What Accessibility Solved - and What It Missed
Accessibility has historically focused on two domains. Physical disability was addressed through ramps, wheelchairs, and home modifications. Communication disability was addressed through AAC devices and communication supports.
Cognition was never treated as an accessibility domain. Instead, people were expected to adapt, rely on human prompting, or accept dependence.
This gap has left millions without infrastructure for thinking in a digital world.
Introducing Cognitive Mobility™
Cognitive Mobility describes accessibility for thinking.
It is the ability to understand information, navigate digital systems, make decisions, and participate safely and independently in an increasingly digital world.
Just as physical mobility describes the ability to move through physical space - and mobility aids like wheelchairs provide the infrastructure to make that possible - cognitive mobility describes the ability to move through digital and informational space. The Cognitive Accessibility Layer provides the infrastructure to make that possible.
Cognitive Mobility names what has been missing from accessibility frameworks and provides language for a problem that previously went unarticulated.
The Cognitive Accessibility Layer™
Under Cognitive Mobility sits the Cognitive Accessibility Layer™.
This is a foundational layer that sits between people and digital complexity. Its role is to reduce cognitive load, structure information, regulate pace, adapt to cognitive capacity, and support understanding and autonomy.
Most technology asks people to adapt to systems. The Cognitive Accessibility Layer adapts systems to people.
Critically, this layer embeds clinical reasoning about when and how much to intervene. It knows when to step in with support, when to slow the pace, when to simplify - and when to step back so that people can build genuine independence.
This is not a feature. It is cognitive infrastructure.
Why This Matters Now
As technology becomes embedded in every aspect of life, exclusion compounds faster
and more invisibly.
Employment increasingly requires digital fluency. Healthcare systems assume patients can navigate online portals and telehealth. Financial services move toward app-based interfaces. Government services shift online. Education assumes digital competency as a baseline.

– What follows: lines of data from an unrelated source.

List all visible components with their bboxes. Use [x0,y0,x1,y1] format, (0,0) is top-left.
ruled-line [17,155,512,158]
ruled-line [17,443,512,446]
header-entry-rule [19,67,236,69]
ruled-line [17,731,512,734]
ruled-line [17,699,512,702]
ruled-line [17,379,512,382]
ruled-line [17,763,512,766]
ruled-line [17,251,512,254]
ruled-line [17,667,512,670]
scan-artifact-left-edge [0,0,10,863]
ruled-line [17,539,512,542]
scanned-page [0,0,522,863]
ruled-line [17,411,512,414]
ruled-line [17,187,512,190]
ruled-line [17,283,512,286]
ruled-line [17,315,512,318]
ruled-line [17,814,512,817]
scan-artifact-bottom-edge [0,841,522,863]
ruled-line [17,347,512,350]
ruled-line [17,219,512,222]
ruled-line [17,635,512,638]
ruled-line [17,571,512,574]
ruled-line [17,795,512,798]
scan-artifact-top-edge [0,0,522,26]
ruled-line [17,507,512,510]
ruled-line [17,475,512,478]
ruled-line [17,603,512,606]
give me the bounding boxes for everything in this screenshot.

For people who cannot cognitively keep pace with these systems, the result is not just inconvenience. It is systematic exclusion from the infrastructure of modern life. The window to address this is narrowing. As AI and digital systems become more complex, the cognitive demands on users will only increase. The cognitive divide will widen unless we build infrastructure specifically designed to bridge it.
The Path Forward
Cognitive Mobility is not a product category. It is an infrastructure category.

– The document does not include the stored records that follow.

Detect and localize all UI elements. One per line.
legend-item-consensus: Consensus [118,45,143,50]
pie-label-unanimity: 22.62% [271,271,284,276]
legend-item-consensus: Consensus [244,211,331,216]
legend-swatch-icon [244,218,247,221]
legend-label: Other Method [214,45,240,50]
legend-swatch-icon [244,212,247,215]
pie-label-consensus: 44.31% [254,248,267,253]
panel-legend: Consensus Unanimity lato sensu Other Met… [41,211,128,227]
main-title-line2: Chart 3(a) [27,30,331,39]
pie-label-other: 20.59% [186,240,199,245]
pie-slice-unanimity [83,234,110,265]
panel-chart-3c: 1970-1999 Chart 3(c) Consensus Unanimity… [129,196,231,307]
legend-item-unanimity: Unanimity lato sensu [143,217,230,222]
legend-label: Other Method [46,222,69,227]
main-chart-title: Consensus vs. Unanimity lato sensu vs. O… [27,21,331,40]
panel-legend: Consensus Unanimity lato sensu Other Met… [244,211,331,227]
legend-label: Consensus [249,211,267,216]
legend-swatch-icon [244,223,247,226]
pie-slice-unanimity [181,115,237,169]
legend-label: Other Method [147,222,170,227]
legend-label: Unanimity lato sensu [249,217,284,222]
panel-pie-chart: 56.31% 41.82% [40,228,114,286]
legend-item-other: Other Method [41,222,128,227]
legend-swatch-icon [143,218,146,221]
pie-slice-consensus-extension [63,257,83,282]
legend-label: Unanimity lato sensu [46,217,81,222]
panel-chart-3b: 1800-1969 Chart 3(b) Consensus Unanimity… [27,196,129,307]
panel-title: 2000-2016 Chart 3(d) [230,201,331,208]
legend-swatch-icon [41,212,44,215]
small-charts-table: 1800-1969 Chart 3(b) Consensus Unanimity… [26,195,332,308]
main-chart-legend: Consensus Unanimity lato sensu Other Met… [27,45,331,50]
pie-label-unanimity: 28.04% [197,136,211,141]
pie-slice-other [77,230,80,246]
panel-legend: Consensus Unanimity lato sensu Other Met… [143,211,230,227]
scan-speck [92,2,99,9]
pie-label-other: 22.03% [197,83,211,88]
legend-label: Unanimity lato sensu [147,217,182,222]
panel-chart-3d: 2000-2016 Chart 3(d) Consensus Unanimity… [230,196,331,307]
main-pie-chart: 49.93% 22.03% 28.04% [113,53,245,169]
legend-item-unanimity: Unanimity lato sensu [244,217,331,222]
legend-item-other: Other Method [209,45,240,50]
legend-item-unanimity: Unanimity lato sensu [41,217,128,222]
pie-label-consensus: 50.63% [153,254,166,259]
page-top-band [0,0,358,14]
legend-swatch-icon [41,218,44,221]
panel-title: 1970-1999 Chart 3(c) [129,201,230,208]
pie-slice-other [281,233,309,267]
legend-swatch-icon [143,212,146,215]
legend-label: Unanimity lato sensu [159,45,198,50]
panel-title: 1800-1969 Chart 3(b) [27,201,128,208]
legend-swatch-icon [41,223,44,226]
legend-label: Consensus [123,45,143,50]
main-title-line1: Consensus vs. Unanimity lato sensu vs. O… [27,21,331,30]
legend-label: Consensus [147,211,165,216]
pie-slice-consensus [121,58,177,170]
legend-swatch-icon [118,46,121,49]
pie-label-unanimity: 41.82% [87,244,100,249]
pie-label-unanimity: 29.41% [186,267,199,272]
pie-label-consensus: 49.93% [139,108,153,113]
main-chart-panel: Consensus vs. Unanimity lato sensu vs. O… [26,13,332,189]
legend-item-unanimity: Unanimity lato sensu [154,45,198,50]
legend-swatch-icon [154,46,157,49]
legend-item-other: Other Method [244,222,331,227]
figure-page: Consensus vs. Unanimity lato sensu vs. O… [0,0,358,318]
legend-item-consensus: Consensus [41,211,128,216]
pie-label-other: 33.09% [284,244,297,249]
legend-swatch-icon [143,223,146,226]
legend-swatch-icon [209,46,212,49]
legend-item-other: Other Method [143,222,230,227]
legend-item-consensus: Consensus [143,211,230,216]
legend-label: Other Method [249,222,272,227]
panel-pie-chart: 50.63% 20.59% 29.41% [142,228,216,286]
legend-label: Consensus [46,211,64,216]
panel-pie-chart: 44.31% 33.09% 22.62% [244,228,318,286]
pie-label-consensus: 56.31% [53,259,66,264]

Just as we built ramps and lifts as physical infrastructure, we must now build cognitive infrastructure - systems that translate digital complexity into something that can be understood, navigated, and used by people across the full spectrum of cognitive capacity.
This requires a fundamental shift in how we think about accessibility. It is not enough to make interfaces simpler or add help buttons. We need technology that reasons about cognitive needs and adapts in real time - technology that supports thinking without replacing it.
LearnAble is building this infrastructure. The Cognitive Accessibility Layer represents the first step toward a world where cognitive accessibility is treated with the same seriousness as physical accessibility.
A Call to Action
We solved physical mobility decades ago. We made significant progress on communication accessibility. Now it is time to address the third pillar of accessibility: cognition.
Digital inclusion without cognitive accessibility is exclusion by design.
If we believe that participation in digital life is a right - not a privilege reserved for those whose brains work a certain way - then building cognitive infrastructure is not optional. It is essential.
© 2026 LearnAble. Cognitive Mobility™ and Cognitive Accessibility Layer™ are trademarks of LearnAble.